To what do I refer? How about an article in a venerable progressive magazine arguing that the signatories of the Harper’s letter — that includes columnists for the Nation and a number of the bravest and most original thinkers we have — are “the worst people in the world of public intellectualism”? The thoughtlessness on display there is staggering, and of course it is by no means a reflection on the Movement for Black Lives, though it is a reflection of the penchant for reading out of the “respectable” progressive cohort anyone who dares to go against the grain of the currently accredited progressive consensus.

Or what of the argument, sounded at a virtual faculty meeting at a New York City university recently, that white people cannot possibly play a central role in the present political moment, because they are “constitutively white,” and also implicated as beneficiaries of institutions that are demonstrably and systematically racist. So much for efforts to create a truly national, and multi-racial, coalition to join the Movement for Black Lives.

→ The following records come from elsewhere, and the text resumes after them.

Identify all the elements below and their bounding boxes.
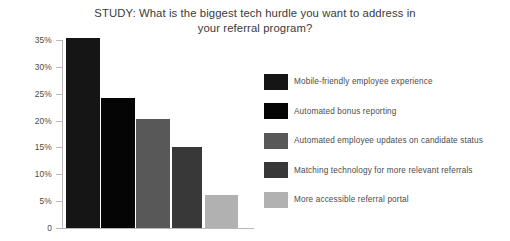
y-axis-tick-label: 0 [0,223,52,233]
y-axis-tick-label-wrap: 15% [0,147,52,157]
y-axis-tick-label-wrap: 20% [0,121,52,131]
legend-item-label: More accessible referral portal [294,195,409,204]
bar [66,38,100,228]
y-axis-tick [56,228,62,229]
legend-swatch-icon [264,74,288,90]
chart-title: STUDY: What is the biggest tech hurdle y… [60,6,450,36]
legend-item[interactable]: Matching technology for more relevant re… [264,162,473,179]
y-axis-tick-label: 15% [0,142,52,152]
y-axis-tick-label-wrap: 5% [0,201,52,211]
plot-area [62,38,253,228]
legend-item[interactable]: More accessible referral portal [264,191,409,208]
legend-swatch-icon [264,192,288,208]
y-axis-tick-label-wrap: 25% [0,94,52,104]
y-axis-tick-label: 20% [0,116,52,126]
legend-item-label: Matching technology for more relevant re… [294,166,473,175]
legend-item-label: Automated employee updates on candidate … [294,136,483,145]
bar [136,119,170,228]
legend-swatch-icon [264,133,288,149]
y-axis-tick-label-wrap: 30% [0,67,52,77]
y-axis-tick-label-wrap: 10% [0,174,52,184]
bar [101,98,135,228]
legend-item-label: Mobile-friendly employee experience [294,77,433,86]
y-axis-tick-label: 10% [0,169,52,179]
bar-chart: STUDY: What is the biggest tech hurdle y… [0,0,510,241]
legend-swatch-icon [264,103,288,119]
x-axis-line [62,228,254,229]
legend-item[interactable]: Mobile-friendly employee experience [264,73,433,90]
legend-item[interactable]: Automated bonus reporting [264,103,397,120]
y-axis-tick-label-wrap: 35% [0,40,52,50]
y-axis-tick-label-wrap: 0 [0,228,52,238]
y-axis-tick-label: 30% [0,62,52,72]
legend-swatch-icon [264,162,288,178]
y-axis-tick-label: 25% [0,89,52,99]
y-axis-tick-label: 35% [0,35,52,45]
legend-item[interactable]: Automated employee updates on candidate … [264,132,483,149]
bar [172,147,202,228]
y-axis-tick-label: 5% [0,196,52,206]
legend-item-label: Automated bonus reporting [294,107,397,116]
bar [205,195,238,228]
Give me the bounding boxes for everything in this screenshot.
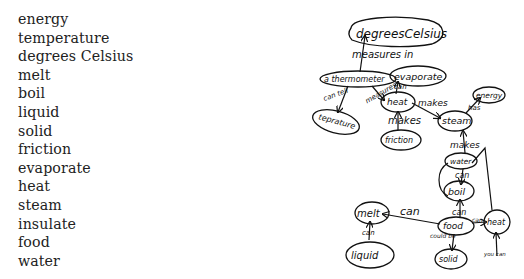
svg-text:food: food: [443, 221, 463, 231]
svg-text:can tell: can tell: [322, 87, 349, 103]
svg-text:evaporate: evaporate: [394, 71, 443, 82]
node-energy: energy: [473, 87, 505, 103]
svg-text:can: can: [452, 208, 466, 217]
svg-text:energy: energy: [476, 91, 503, 100]
svg-text:can: can: [472, 216, 483, 223]
svg-text:degreesCelsius: degreesCelsius: [356, 27, 447, 41]
word-item: degrees Celsius: [18, 47, 133, 66]
svg-text:melt: melt: [357, 208, 381, 219]
svg-text:solid: solid: [439, 255, 459, 264]
svg-text:heat: heat: [387, 97, 408, 107]
node-water: water: [445, 153, 477, 169]
vocabulary-word-list: energy temperature degrees Celsius melt …: [18, 10, 133, 270]
svg-text:makes: makes: [450, 140, 480, 150]
svg-text:measures in: measures in: [352, 49, 413, 60]
svg-text:can: can: [362, 229, 375, 237]
word-item: evaporate: [18, 159, 133, 178]
word-item: steam: [18, 196, 133, 215]
word-item: food: [18, 233, 133, 252]
svg-text:heat: heat: [487, 218, 506, 227]
word-item: temperature: [18, 29, 133, 48]
svg-text:makes: makes: [418, 98, 448, 108]
svg-text:liquid: liquid: [351, 250, 379, 261]
word-item: insulate: [18, 215, 133, 234]
svg-text:has: has: [468, 104, 481, 112]
word-item: friction: [18, 140, 133, 159]
svg-text:can: can: [400, 205, 420, 218]
word-item: boil: [18, 84, 133, 103]
node-melt: melt: [355, 202, 389, 224]
svg-text:can: can: [455, 171, 469, 180]
node-steam: steam: [438, 111, 472, 131]
node-thermometer: a thermometer: [320, 71, 396, 87]
word-item: heat: [18, 177, 133, 196]
word-item: solid: [18, 122, 133, 141]
word-item: water: [18, 252, 133, 271]
svg-text:makes: makes: [388, 115, 421, 126]
svg-text:can: can: [394, 83, 407, 91]
node-solid: solid: [435, 249, 467, 269]
node-liquid: liquid: [346, 242, 394, 268]
svg-text:a thermometer: a thermometer: [324, 75, 385, 84]
svg-text:water: water: [450, 157, 472, 166]
svg-text:steam: steam: [442, 115, 472, 126]
node-heat-2: heat: [484, 210, 510, 234]
word-item: melt: [18, 66, 133, 85]
word-item: energy: [18, 10, 133, 29]
word-item: liquid: [18, 103, 133, 122]
node-temperature: teprature: [310, 105, 362, 139]
svg-text:you can: you can: [483, 251, 506, 258]
svg-text:friction: friction: [385, 136, 413, 145]
hand-drawn-concept-map: degreesCelsius a thermometer evaporate t…: [300, 0, 524, 279]
svg-text:could be: could be: [430, 232, 456, 239]
node-boil: boil: [444, 181, 474, 201]
svg-text:boil: boil: [448, 186, 465, 197]
node-friction: friction: [381, 130, 421, 150]
node-heat: heat: [381, 92, 415, 112]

And what of the recent, astonishing, and disturbing letter of July 4 signed by more than 100 Princeton faculty members demanding that the university set up what amounts to a faculty star chamber to vet, approve, oversee and — the implication is clear — suppress the research and writing of their colleagues if it is found to be in any way incorrect?

The only things missing from the Princeton letter of July 4 are the obvious: one, that those found “guilty” of proposing or publishing anything deemed by the righteous members of the faculty oversight board to be “offensive” or disturbing will be called out, punished and if possible dismissed; and two, that the signatories have abandoned any pretense of support for academic or creative freedom and signaled their investment in something that, if widely adopted, would mark in effect the end of the university as an institution dedicated to the core liberal values of tolerance and open inquiry.

Let us hope that none of these alarming developments among academics and intellectuals slow the progress of the Movement for Black Lives. On its success rests what Abraham Lincoln once called “the last, best hope” for achieving a more perfect union.


Robert Boyers is editor of Salmagundi magazine, professor of English at Skidmore College, and author of The Tyranny of Virtue: Identity, the Academy, and the Hunt for Political Heresies.